Published online by Cambridge University Press: 12 September 2012
Céli Dé or culdees, as they are often called, appear about midway in the timeline of early medieval Irish monasticism. They emerged in the second half of the eighth century, some three hundred years after St Patrick began promoting the religious life to the Irish in the fifth century and a little more than three hundred and fifty years before the introduction of foreign religious orders in Ireland in the twelfth century. Céli Dé were religious, as the meaning of their name, ‘clients of God’, suggests, and in the view of most modern scholars who have written on the topic they were also strictly ascetic.
While scholars have identified a number of early medieval Irish ecclesiastics as céli Dé, such as Dublitter, abbot-bishop of Finglas (ob. 796), Elair, anchorite of Loch Cré (ob. 807), and Mael Díthruib, anchorite and ecclesiastical scholar of Terryglass (ob. 840), the most frequently mentioned is Mael Ruain, abbot-bishop of Tallaght (ob. 792). His community is believed to have produced several Old Irish texts, such as the Old Irish Penitential and Félire Óengusso (‘Martyrology of Óengus’), both likely written in the first half of the ninth century. The most informative witness of the céli Dé is a consuetudinal tract purporting to contain the teachings of Mael Ruain, apparently as recollected by his disciple Mael Díthruib. It was written in the first half of the ninth century by an anonymous monk who was personally acquainted with Mael Díthruib and may have belonged to the community of Tallaght.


_Problem description_: Report only the number of lines below in which the string "ytick" appears.

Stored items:
-------
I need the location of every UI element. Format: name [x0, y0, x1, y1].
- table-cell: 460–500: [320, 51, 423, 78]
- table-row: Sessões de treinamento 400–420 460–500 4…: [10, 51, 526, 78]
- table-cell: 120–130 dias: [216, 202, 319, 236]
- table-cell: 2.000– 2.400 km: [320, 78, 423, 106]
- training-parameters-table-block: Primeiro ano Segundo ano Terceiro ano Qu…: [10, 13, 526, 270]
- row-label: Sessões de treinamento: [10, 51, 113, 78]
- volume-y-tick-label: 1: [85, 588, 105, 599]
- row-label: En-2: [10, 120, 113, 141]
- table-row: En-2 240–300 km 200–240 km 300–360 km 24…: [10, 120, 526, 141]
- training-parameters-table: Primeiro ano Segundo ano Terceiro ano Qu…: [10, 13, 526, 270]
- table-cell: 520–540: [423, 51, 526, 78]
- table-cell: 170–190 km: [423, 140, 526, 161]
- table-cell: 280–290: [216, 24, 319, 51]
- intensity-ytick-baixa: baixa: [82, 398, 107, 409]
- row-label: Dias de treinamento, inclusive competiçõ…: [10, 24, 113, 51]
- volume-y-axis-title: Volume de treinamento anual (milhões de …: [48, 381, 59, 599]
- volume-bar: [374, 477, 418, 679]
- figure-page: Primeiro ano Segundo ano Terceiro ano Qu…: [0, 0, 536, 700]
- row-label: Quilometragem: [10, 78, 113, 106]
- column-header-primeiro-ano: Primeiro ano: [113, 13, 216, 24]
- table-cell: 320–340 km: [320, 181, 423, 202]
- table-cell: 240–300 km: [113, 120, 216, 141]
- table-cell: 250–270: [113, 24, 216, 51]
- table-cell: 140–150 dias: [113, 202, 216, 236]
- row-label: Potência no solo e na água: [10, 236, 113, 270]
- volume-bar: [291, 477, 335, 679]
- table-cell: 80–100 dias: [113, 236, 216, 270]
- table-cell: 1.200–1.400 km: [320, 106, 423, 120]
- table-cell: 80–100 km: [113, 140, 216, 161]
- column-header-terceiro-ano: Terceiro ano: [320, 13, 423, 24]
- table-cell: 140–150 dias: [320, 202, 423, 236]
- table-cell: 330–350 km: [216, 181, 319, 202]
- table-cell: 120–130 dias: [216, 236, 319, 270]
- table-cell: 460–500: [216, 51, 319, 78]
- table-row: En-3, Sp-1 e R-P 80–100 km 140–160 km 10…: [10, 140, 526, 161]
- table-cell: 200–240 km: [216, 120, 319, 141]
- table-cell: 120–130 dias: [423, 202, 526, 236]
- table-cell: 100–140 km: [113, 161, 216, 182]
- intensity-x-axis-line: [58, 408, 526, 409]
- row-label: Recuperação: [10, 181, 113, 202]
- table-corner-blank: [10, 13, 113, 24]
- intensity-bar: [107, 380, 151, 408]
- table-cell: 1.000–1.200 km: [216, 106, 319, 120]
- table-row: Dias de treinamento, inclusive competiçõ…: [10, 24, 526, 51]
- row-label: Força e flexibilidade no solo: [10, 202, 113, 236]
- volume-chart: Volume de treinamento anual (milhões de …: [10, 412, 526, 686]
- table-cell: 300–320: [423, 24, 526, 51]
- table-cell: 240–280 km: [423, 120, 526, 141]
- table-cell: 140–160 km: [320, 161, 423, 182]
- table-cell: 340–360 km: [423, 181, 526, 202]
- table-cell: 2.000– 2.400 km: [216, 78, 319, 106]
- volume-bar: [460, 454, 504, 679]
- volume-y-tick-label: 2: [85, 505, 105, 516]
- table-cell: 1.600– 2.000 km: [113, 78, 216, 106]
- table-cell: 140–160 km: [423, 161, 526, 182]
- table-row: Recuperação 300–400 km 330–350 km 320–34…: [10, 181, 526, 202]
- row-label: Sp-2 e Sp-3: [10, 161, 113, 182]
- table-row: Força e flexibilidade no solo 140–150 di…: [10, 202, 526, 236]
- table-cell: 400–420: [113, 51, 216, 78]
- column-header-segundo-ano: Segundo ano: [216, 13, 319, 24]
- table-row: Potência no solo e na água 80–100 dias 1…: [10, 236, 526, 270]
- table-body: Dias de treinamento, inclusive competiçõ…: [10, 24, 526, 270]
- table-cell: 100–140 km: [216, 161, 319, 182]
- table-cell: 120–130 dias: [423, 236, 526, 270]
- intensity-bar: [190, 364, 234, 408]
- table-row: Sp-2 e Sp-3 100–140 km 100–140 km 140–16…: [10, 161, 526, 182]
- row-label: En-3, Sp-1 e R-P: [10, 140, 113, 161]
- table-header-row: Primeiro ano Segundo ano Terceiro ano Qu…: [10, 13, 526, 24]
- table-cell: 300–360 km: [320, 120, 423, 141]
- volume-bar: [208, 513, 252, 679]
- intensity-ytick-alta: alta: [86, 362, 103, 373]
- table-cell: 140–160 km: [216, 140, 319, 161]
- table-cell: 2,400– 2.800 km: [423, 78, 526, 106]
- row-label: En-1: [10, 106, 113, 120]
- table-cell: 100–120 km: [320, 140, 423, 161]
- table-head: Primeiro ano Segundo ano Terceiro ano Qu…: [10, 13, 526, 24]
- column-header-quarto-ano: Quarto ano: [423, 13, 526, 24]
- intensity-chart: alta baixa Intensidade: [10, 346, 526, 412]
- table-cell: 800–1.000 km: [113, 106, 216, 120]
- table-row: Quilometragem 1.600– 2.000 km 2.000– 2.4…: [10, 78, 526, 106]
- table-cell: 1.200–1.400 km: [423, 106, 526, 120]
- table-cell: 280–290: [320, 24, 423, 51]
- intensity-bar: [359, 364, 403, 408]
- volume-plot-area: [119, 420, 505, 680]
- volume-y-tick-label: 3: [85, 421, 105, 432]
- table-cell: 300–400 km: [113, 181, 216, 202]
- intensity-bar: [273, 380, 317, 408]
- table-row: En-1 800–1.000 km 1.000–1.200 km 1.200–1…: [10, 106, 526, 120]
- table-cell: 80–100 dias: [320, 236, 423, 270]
-------
_Result for this task_: 2